(I feel like a broken record with you. YOU DID IT AGAIN. From now on I'm just sending you my draft post, and you send me back one to two paragraphs that says it better than my five thousand words. Hey, I've got two novels that have kind of run over my estimated length. Can I send them to you and you can just restate them both as five-paragraph essays? Awesome, thanks!)
More seriously: you hit on something that I'd not really been able to suss out, but I think it's a huge part of it -- the notion that if the citizenry isn't allowed to have guns, suddenly we're subjects, not citizens. And I do think much of that is because, however unspoken it is most of the time, there really is an assumption of state = people. So if the state is armed = people are armed. And so on.
Overall, this gets tempers up as much as my mother once told me tempers rose over the question of whether or not it should be made an illegal act to burn the American flag. Talk about a symbol in six different ways, both the having/flying and the burning, and all else.
no subject
Date: 17 Dec 2012 02:18 am (UTC)More seriously: you hit on something that I'd not really been able to suss out, but I think it's a huge part of it -- the notion that if the citizenry isn't allowed to have guns, suddenly we're subjects, not citizens. And I do think much of that is because, however unspoken it is most of the time, there really is an assumption of state = people. So if the state is armed = people are armed. And so on.
Overall, this gets tempers up as much as my mother once told me tempers rose over the question of whether or not it should be made an illegal act to burn the American flag. Talk about a symbol in six different ways, both the having/flying and the burning, and all else.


§ The problem: The word to find is "solar". Copy each line of the material that contains it.
START Materials provided
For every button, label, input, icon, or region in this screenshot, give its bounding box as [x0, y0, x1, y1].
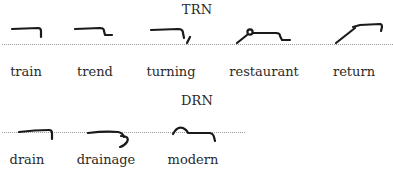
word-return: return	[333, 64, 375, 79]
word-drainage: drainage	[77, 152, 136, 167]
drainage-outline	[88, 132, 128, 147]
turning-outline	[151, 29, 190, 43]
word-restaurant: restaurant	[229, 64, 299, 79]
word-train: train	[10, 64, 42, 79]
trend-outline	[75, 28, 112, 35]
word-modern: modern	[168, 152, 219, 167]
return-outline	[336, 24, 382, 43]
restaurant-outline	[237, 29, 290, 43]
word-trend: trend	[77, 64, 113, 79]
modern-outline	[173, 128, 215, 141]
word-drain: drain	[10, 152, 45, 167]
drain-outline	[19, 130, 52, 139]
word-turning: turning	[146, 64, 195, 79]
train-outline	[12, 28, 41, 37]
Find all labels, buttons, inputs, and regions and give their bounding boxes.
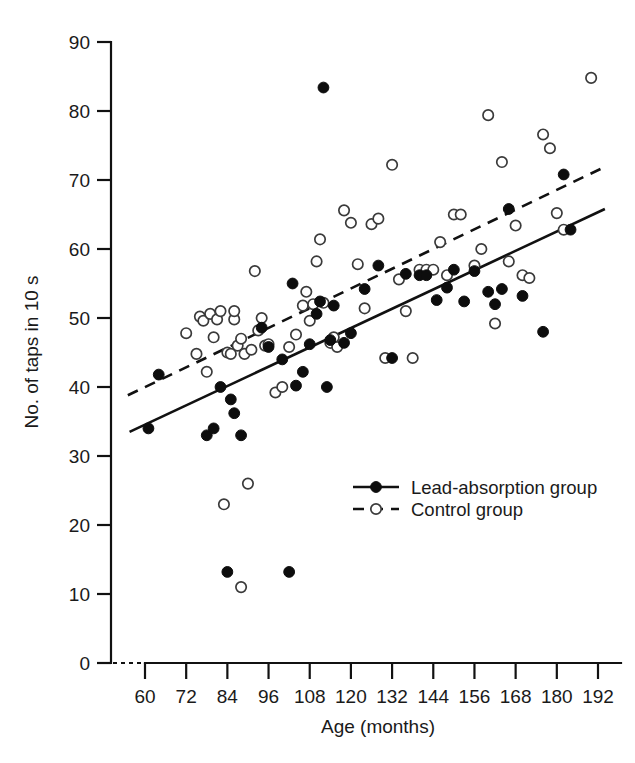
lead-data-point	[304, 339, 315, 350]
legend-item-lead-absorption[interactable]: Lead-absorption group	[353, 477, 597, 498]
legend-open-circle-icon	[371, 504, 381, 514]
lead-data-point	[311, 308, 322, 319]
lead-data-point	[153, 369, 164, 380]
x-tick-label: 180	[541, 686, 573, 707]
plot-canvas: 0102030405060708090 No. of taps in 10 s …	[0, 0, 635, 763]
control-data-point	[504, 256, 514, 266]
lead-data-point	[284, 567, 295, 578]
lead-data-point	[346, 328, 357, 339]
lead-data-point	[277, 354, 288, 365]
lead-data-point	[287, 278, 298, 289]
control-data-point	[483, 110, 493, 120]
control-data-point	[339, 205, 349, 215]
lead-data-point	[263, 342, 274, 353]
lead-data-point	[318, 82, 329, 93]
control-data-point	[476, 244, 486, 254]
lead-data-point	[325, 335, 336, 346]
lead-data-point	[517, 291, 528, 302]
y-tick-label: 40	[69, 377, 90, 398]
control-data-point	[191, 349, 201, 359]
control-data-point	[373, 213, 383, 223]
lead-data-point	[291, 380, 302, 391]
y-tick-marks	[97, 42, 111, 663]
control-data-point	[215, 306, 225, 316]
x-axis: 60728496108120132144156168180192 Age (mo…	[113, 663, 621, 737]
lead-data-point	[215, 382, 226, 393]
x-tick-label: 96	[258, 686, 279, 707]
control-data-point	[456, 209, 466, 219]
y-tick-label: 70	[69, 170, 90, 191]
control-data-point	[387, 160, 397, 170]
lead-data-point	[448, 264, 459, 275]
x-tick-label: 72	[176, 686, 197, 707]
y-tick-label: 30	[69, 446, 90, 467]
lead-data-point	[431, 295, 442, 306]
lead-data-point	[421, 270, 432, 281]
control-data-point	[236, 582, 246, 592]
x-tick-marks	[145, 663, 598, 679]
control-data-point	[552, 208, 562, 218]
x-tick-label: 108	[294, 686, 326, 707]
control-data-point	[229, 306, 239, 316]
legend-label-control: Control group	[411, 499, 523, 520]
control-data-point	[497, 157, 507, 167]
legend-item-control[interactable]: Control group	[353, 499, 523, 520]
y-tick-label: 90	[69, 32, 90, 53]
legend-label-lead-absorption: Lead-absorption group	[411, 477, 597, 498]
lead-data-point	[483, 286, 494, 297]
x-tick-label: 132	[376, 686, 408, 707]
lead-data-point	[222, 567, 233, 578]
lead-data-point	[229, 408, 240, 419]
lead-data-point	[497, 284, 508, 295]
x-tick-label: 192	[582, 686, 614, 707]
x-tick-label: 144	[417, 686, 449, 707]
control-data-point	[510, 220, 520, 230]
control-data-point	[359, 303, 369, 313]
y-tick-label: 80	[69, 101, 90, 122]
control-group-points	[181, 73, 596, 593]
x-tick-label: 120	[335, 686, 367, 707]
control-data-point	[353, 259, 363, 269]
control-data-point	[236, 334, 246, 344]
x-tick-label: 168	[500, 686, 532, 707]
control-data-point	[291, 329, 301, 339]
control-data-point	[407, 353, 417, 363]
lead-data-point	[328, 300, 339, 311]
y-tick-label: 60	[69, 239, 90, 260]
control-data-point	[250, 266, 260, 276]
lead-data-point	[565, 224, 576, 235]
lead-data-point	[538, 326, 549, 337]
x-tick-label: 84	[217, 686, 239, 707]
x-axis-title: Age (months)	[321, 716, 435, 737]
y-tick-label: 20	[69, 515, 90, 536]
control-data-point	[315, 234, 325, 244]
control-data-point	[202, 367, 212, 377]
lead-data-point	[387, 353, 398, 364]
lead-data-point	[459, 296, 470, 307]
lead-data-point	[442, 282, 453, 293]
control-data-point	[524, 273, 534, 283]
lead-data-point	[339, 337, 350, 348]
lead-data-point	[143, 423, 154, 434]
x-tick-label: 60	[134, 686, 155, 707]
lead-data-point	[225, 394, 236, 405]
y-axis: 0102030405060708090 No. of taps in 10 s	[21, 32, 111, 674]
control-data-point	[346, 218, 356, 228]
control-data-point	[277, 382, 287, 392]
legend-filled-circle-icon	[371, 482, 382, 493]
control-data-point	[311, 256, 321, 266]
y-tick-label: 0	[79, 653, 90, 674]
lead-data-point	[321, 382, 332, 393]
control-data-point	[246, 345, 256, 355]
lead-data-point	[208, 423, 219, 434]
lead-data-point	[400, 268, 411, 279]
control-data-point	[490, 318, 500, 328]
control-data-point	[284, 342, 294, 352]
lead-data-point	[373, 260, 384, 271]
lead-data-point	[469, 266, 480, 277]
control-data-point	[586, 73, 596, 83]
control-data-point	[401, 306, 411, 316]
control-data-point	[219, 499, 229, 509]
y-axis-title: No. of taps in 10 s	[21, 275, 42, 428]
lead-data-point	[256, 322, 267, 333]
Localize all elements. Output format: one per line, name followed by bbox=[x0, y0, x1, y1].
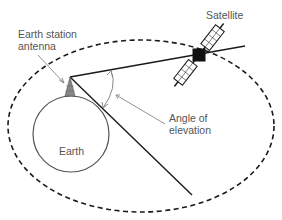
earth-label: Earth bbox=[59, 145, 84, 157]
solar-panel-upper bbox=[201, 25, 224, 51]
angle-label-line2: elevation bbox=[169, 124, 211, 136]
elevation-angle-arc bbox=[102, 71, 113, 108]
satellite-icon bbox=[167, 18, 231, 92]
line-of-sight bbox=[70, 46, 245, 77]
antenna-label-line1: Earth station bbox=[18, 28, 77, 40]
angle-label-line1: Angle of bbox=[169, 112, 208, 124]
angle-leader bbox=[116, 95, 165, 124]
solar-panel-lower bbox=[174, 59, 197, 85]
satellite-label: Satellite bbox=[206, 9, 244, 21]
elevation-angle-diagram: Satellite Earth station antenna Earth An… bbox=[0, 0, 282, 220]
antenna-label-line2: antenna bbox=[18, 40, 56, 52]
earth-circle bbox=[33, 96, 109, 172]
END Materials provided
START Materials provided
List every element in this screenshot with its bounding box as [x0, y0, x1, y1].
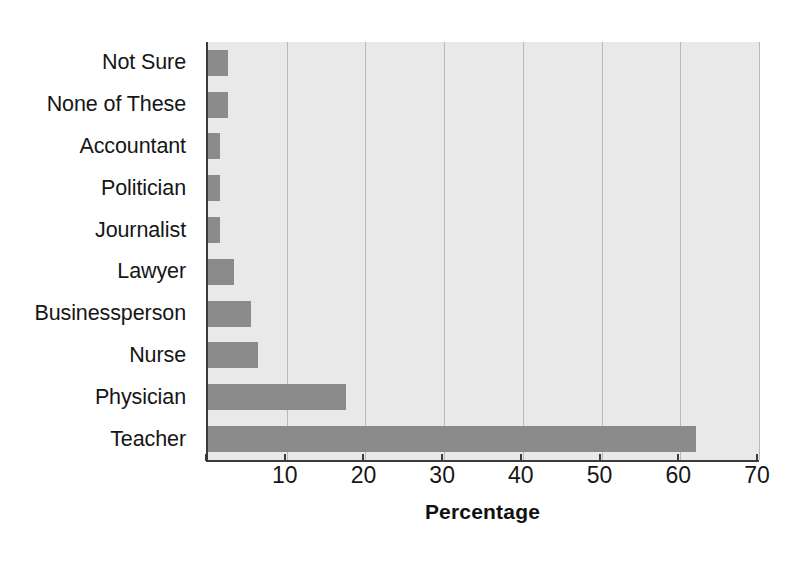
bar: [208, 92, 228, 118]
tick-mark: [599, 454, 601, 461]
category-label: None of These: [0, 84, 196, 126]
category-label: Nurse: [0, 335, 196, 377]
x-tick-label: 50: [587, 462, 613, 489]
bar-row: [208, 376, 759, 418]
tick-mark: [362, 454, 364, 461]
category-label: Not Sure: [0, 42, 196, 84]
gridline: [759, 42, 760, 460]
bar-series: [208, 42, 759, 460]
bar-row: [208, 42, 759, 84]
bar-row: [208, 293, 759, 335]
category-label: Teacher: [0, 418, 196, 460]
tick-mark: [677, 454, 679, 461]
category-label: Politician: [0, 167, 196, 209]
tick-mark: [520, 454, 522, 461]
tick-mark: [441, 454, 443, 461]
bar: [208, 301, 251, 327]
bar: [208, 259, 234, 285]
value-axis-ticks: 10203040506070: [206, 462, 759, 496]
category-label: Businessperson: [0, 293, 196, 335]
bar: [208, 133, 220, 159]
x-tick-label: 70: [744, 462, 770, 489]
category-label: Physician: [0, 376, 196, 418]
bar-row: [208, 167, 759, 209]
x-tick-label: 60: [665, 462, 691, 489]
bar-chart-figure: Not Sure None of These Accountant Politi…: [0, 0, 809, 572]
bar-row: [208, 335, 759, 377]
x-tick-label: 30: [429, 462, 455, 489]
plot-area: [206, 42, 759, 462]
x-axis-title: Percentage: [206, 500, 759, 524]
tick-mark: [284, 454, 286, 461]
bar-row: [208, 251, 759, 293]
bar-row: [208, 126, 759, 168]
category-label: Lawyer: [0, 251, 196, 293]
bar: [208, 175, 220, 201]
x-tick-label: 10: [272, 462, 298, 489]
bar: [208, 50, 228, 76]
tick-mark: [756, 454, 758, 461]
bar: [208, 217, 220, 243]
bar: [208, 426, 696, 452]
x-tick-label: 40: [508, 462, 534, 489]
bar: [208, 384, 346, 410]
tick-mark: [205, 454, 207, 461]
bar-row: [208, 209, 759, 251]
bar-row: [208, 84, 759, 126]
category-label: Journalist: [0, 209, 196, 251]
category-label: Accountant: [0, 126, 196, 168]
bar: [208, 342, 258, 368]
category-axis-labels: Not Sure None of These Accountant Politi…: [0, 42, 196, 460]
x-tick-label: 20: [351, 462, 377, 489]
END Materials provided
§ Solution to this problem:
solar-panel-upper bbox=[201, 25, 224, 51]
solar-panel-lower bbox=[174, 59, 197, 85]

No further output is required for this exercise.